Actress Anne Reid is very cagey about her role in the next Doctor Who series - and the woman who bedded the latest James Bond knows a thing to two about keeping secrets.

ANNE Reid had a secret she wasn't going to give away no matter how hard she was pressed. Tantalisingly, she took the script from her bag to show that her name was on every page so the producers would know who was responsible if an illegal photocopy surfaced. Such is the secrecy surrounding production of the next Doctor Who series for BBC1.

She ensured no one got a peek at the pages of the script. "I've signed the Official Secrets Act," she said, stashing it safely back in the bag.

All the Newcastle-born actress will reveal is that she's in the first episode of the new series. She couldn't hide that much as she was off to catch a train to Cardiff, where the series is filmed, as soon as we'd finished speaking.

"I'm not playing a Dalek," she jokes. Beyond that, she kept mum about her role, apart from saying she's thrilled to be part of the series that's been successfully revived, thanks to executive producer and writer Russell T Davies.

"My friends are very envious," says Reid. "Russell T Davies is so talented. My episode, which he's written, is the first in the new series where the new girl who replaces Billie Piper comes in."

This won't be her first appearance opposite the Time Lord, having appeared in a previous episode, The Curse Of Fenric. Sylvester McCoy was the doctor in that episode from 1989. She spent most of the time as a nurse pushing around a wheelchair containing the actor Dinsdale Landen.

"Apparently you can go to America and get paid a lot of money to talk to The Doctor Who Society. I don't remember anything about last time, but this time I'm making notes and am going to make a new career out of it," she says.

The 71-year-old actress found her career got a new lease of life after she made the movie, The Mother, in which she stripped off for sex scenes with a younger man (Daniel Craig, the new screen James Bond), collecting acclaim and awards for her brave performance.

She was no newcomer, having spent a lifetime on stage and TV, including roles as Ken Barlow's first wife Valerie in Coronation Street (she was electrocuted by a hairdryer) and in Victoria Wood's comedy Dinnerladies.

The Mother, playing a grandmother falling for her daughter's young hunky handyman, brought her much attention, although not a role in the new 007 movie Casino Royale. As a Bond girl - well she did bed Craig in The Mother - she's hoping for an invitation to the premiere. "I'd love to go," she says.

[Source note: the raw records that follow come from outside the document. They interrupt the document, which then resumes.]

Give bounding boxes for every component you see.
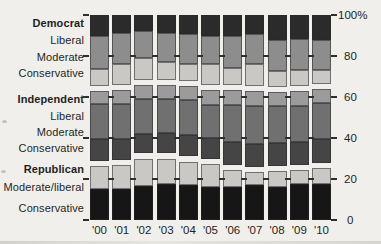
bar-01 <box>112 15 131 220</box>
gridline-stub-40 <box>130 137 136 139</box>
segment-democrat-moderate <box>90 36 109 70</box>
segment-democrat-moderate <box>112 33 131 64</box>
segment-democrat-conservative <box>134 58 153 80</box>
gridline-stub-60 <box>130 96 136 98</box>
segment-republican-moderate-liberal <box>134 159 153 187</box>
gridline-stub-40 <box>197 137 203 139</box>
segment-republican-moderate-liberal <box>157 159 176 185</box>
segment-independent-moderate <box>112 104 131 139</box>
segment-independent-moderate <box>312 103 331 139</box>
gridline-stub-40 <box>83 137 89 139</box>
gridline-stub-0 <box>331 219 337 221</box>
segment-democrat-moderate <box>134 31 153 58</box>
y-tick-label-60: 60 <box>344 90 357 104</box>
gridline-stub-80 <box>130 55 136 57</box>
row-label-independent-conservative: Conservative <box>0 140 84 156</box>
y-tick-label-40: 40 <box>344 131 357 145</box>
segment-democrat-conservative <box>157 62 176 79</box>
segment-independent-liberal <box>245 91 264 106</box>
gridline-stub-80 <box>241 55 247 57</box>
segment-independent-moderate <box>179 100 198 135</box>
segment-democrat-liberal <box>112 15 131 33</box>
segment-republican-moderate-liberal <box>290 170 309 184</box>
gridline-stub-40 <box>308 137 314 139</box>
segment-republican-moderate-liberal <box>268 171 287 187</box>
segment-democrat-moderate <box>223 36 242 69</box>
gridline-stub-80 <box>197 55 203 57</box>
segment-independent-liberal <box>290 91 309 106</box>
bar-08 <box>268 15 287 220</box>
segment-independent-moderate <box>134 99 153 134</box>
gridline-stub-20 <box>241 178 247 180</box>
gridline-stub-80 <box>308 55 314 57</box>
segment-democrat-conservative <box>223 68 242 84</box>
segment-democrat-liberal <box>179 15 198 34</box>
gridline-stub-60 <box>174 96 180 98</box>
segment-independent-conservative <box>134 134 153 153</box>
gridline-stub-20 <box>152 178 158 180</box>
segment-republican-conservative <box>179 185 198 220</box>
gridline-stub-80 <box>285 55 291 57</box>
segment-independent-liberal <box>223 90 242 105</box>
gridline-stub-20 <box>219 178 225 180</box>
gridline-stub-60 <box>108 96 114 98</box>
gridline-stub-60 <box>331 96 337 98</box>
row-label-democrat-liberal: Liberal <box>0 32 84 48</box>
segment-republican-moderate-liberal <box>179 162 198 186</box>
gridline-stub-80 <box>108 55 114 57</box>
segment-republican-conservative <box>312 184 331 220</box>
segment-independent-liberal <box>179 86 198 100</box>
segment-independent-liberal <box>134 85 153 99</box>
segment-democrat-moderate <box>312 40 331 71</box>
y-tick-label-0: 0 <box>347 213 353 227</box>
segment-independent-liberal <box>90 91 109 104</box>
bar-02 <box>134 15 153 220</box>
segment-democrat-liberal <box>134 15 153 31</box>
bar-09 <box>290 15 309 220</box>
gridline-stub-80 <box>331 55 337 57</box>
segment-democrat-moderate <box>290 39 309 71</box>
gridline-stub-40 <box>241 137 247 139</box>
y-tick-label-100: 100% <box>338 8 367 22</box>
segment-independent-liberal <box>268 92 287 106</box>
gridline-stub-100 <box>83 14 89 16</box>
gridline-stub-20 <box>83 178 89 180</box>
gridline-stub-60 <box>241 96 247 98</box>
segment-independent-moderate <box>245 106 264 144</box>
segment-democrat-conservative <box>179 64 198 80</box>
bar-00 <box>90 15 109 220</box>
gridline-stub-60 <box>308 96 314 98</box>
gridline-stub-20 <box>174 178 180 180</box>
segment-democrat-conservative <box>112 64 131 85</box>
segment-democrat-moderate <box>157 33 176 62</box>
bar-04 <box>179 15 198 220</box>
gridline-stub-40 <box>108 137 114 139</box>
segment-independent-moderate <box>201 105 220 138</box>
segment-independent-conservative <box>179 135 198 157</box>
segment-democrat-conservative <box>312 70 331 83</box>
x-tick-label-10: '10 <box>309 223 335 237</box>
bar-03 <box>157 15 176 220</box>
segment-independent-conservative <box>90 139 109 161</box>
gridline-stub-100 <box>331 14 337 16</box>
segment-democrat-liberal <box>201 15 220 36</box>
segment-independent-conservative <box>157 133 176 154</box>
gridline-stub-60 <box>263 96 269 98</box>
segment-republican-conservative <box>268 187 287 220</box>
row-label-independent: Independent <box>0 91 84 107</box>
segment-democrat-moderate <box>268 40 287 72</box>
gridline-stub-60 <box>285 96 291 98</box>
segment-republican-conservative <box>223 187 242 220</box>
gridline-stub-60 <box>152 96 158 98</box>
row-label-democrat-conservative: Conservative <box>0 65 84 81</box>
segment-democrat-conservative <box>90 69 109 85</box>
gridline-stub-60 <box>197 96 203 98</box>
row-label-democrat-moderate: Moderate <box>0 49 84 65</box>
gridline-stub-20 <box>263 178 269 180</box>
segment-democrat-moderate <box>245 34 264 64</box>
segment-democrat-liberal <box>90 15 109 36</box>
segment-independent-conservative <box>268 143 287 166</box>
segment-republican-conservative <box>90 189 109 220</box>
row-label-republican-conservative: Conservative <box>0 200 84 216</box>
gridline-stub-80 <box>263 55 269 57</box>
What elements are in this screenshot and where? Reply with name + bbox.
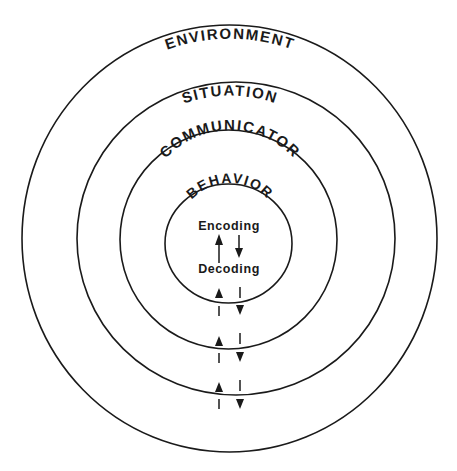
- core-down-arrow-icon: [235, 235, 243, 258]
- communication-model-diagram: ENVIRONMENT SITUATION COMMUNICATOR BEHAV…: [0, 0, 457, 471]
- label-decoding: Decoding: [198, 262, 260, 276]
- ring-communicator: [120, 130, 337, 349]
- label-communicator: COMMUNICATOR: [156, 116, 304, 161]
- label-environment: ENVIRONMENT: [163, 25, 298, 53]
- ring-behavior: [165, 184, 292, 303]
- up-arrow-icon: [215, 382, 223, 409]
- core-up-arrow-icon: [215, 234, 223, 263]
- label-behavior: BEHAVIOR: [183, 170, 277, 202]
- label-encoding: Encoding: [198, 219, 260, 233]
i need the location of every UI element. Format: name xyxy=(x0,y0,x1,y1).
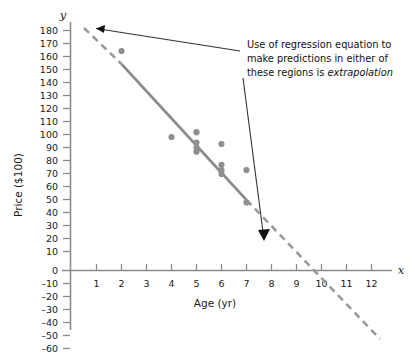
arrowhead-upper-left-icon xyxy=(96,25,105,33)
y-tick-label: 60 xyxy=(46,181,58,192)
data-point xyxy=(168,134,174,140)
data-point xyxy=(243,167,249,173)
y-tick-label: 150 xyxy=(40,64,58,75)
chart-svg: 180 170 160 150 140 130 120 110 100 90 8… xyxy=(0,0,415,360)
x-tick-label: 8 xyxy=(268,278,274,289)
data-point xyxy=(193,149,199,155)
y-tick-label: –40 xyxy=(41,317,58,328)
y-tick-label: –60 xyxy=(41,343,58,354)
annotation-leaders-group xyxy=(96,25,270,241)
y-tick-label: –30 xyxy=(41,304,58,315)
annotation-leader-upper xyxy=(96,29,240,52)
y-tick-label: 30 xyxy=(46,220,58,231)
y-tick-label: 90 xyxy=(46,142,58,153)
y-tick-label: –50 xyxy=(41,330,58,341)
y-tick-label: 40 xyxy=(46,207,58,218)
x-tick-label: 5 xyxy=(193,278,199,289)
y-tick-label: 180 xyxy=(40,25,58,36)
x-tick-label: 7 xyxy=(243,278,249,289)
regression-extrapolation-figure: 180 170 160 150 140 130 120 110 100 90 8… xyxy=(0,0,415,360)
y-tick-label: 130 xyxy=(40,90,58,101)
y-tick-label: 80 xyxy=(46,155,58,166)
x-tick-labels-group: 1 2 3 4 5 6 7 8 9 10 11 12 xyxy=(93,278,377,289)
y-tick-label: 140 xyxy=(40,77,58,88)
x-tick-label: 9 xyxy=(293,278,299,289)
y-axis-variable-label: y xyxy=(59,8,67,22)
annotation-line-2: make predictions in either of xyxy=(247,53,388,64)
annotation-leader-lower xyxy=(243,78,263,232)
annotation-line-3: these regions is extrapolation xyxy=(247,67,393,78)
y-tick-label: –10 xyxy=(41,278,58,289)
x-tick-label: 11 xyxy=(340,278,352,289)
arrowhead-lower-right-icon xyxy=(258,229,270,241)
annotation-line-3-text: these regions is xyxy=(247,67,327,78)
y-axis-title: Price ($100) xyxy=(12,153,24,217)
x-axis-variable-label: x xyxy=(398,263,405,277)
y-tick-label: 10 xyxy=(46,246,58,257)
y-tick-label: 160 xyxy=(40,51,58,62)
data-point xyxy=(118,48,124,54)
dashed-line-lower-right xyxy=(247,200,381,339)
y-tick-labels-group: 180 170 160 150 140 130 120 110 100 90 8… xyxy=(40,25,58,354)
x-tick-label: 4 xyxy=(168,278,174,289)
annotation-line-1: Use of regression equation to xyxy=(247,39,391,50)
y-tick-label: 0 xyxy=(52,265,58,276)
x-axis-title: Age (yr) xyxy=(194,297,236,309)
y-tick-label: –20 xyxy=(41,291,58,302)
regression-line-solid xyxy=(122,64,247,200)
data-point xyxy=(193,129,199,135)
data-point xyxy=(243,199,249,205)
y-tick-label: 20 xyxy=(46,233,58,244)
x-tick-label: 2 xyxy=(118,278,124,289)
y-tick-label: 70 xyxy=(46,168,58,179)
y-tick-label: 170 xyxy=(40,38,58,49)
x-tick-label: 12 xyxy=(365,278,377,289)
x-tick-label: 1 xyxy=(93,278,99,289)
data-point xyxy=(218,171,224,177)
data-point xyxy=(218,141,224,147)
x-tick-label: 6 xyxy=(218,278,224,289)
annotation-emphasis-extrapolation: extrapolation xyxy=(327,67,392,78)
x-tick-label: 3 xyxy=(143,278,149,289)
y-tick-label: 120 xyxy=(40,103,58,114)
y-tick-label: 110 xyxy=(40,116,58,127)
y-tick-label: 50 xyxy=(46,194,58,205)
y-tick-label: 100 xyxy=(40,129,58,140)
y-ticks-group xyxy=(63,31,70,349)
dashed-line-upper-left xyxy=(84,28,122,64)
extrapolation-annotation: Use of regression equation to make predi… xyxy=(247,39,393,78)
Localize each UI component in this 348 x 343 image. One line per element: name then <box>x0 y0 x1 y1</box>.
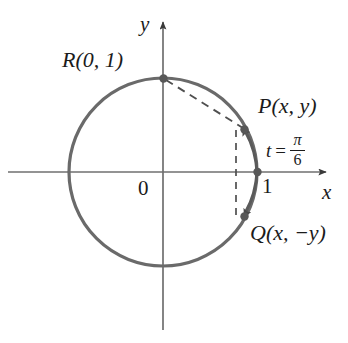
pi-over-six-fraction: π 6 <box>290 132 305 169</box>
point-q <box>240 212 248 220</box>
point-label-p: P(x, y) <box>258 95 317 117</box>
fraction-numerator: π <box>290 132 304 150</box>
point-label-r: R(0, 1) <box>62 49 123 71</box>
arc-parameter-label: t = π 6 <box>266 132 305 169</box>
t-variable: t <box>266 141 271 160</box>
point-r <box>159 74 167 82</box>
origin-label: 0 <box>138 178 149 199</box>
point-p <box>240 125 248 133</box>
fraction-denominator: 6 <box>291 151 305 169</box>
point-one <box>253 168 261 176</box>
equals-sign: = <box>275 141 286 160</box>
figure-canvas <box>0 0 348 343</box>
x-axis-label: x <box>322 182 331 203</box>
point-label-q: Q(x, −y) <box>250 222 326 244</box>
x-tick-label-one: 1 <box>262 176 273 197</box>
y-axis-label: y <box>140 14 149 35</box>
unit-circle-figure: R(0, 1) P(x, y) Q(x, −y) 0 1 x y t = π 6 <box>0 0 348 343</box>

"He was lovely to work with. We're not chums, we don't go on holiday together. When we got into bed for The Mother I said 'I hope this isn't going to look like Thora Hird and Tom Cruise'. I always wanted to be a Bond girl when I was young. I wanted to come out of the sea in a bikini and have Sean Connery make love to me on the beach."

Other than that her ideal would be being offered a film or sit-com in America. She confesses that she always wanted to be in Cheers.

Not that she has time on her hands. She's been filming two screen roles - Saving Grace in Barcelona with US actress Julianne Moore and she has a small part in Hot Fuzz, the follow-up to Shaun Of The Dead from Simon Pegg and Edgar Wright.

She's also back in the third and probably final series of ITV1's Life Begins with Caroline Quentin and Alexander Armstrong when it returns next month. The drama from Cold Feet writer Mike Bullen features Reid as Quentin's mother, coming to terms with the onset of her husband's Alzheimers.

In one episode she has a scene in the bath, for which she wore a body stocking. "No one asked me to take off my clothes when I was 20 and I wouldn't have minded," she says.

"The director says we'll protect you but you're in the bath with the crew around and feel very vulnerable. Everyone was told to give me a lot of space but, within five minutes, you have men in boots standing in the bath with you altering lights. They don't have time to worry about you sitting there."

Inevitably, the storyline causes her to reflect on getting old. Not that she wants to be 20 again, she says. "I wasn't happy. I was very unhappy in myself. I wouldn't mind looking like that now, though.

"I was unhappy with everything really - where you're going in life, worrying about keeping up with the other girls. The great thing about getting old is you don't give a damn.

"I worry about paying the gas bill but have had such a good time over the past few years."

Her roles included a Cole Porter musical on stage, something she loved but found nerve-racking. "I had to go out and sing a solo every night," she recalls. "I used to cling on to the stage manager hard every night in the wings as if I was going for an operation."

* Life Begins returns to ITV1 next month.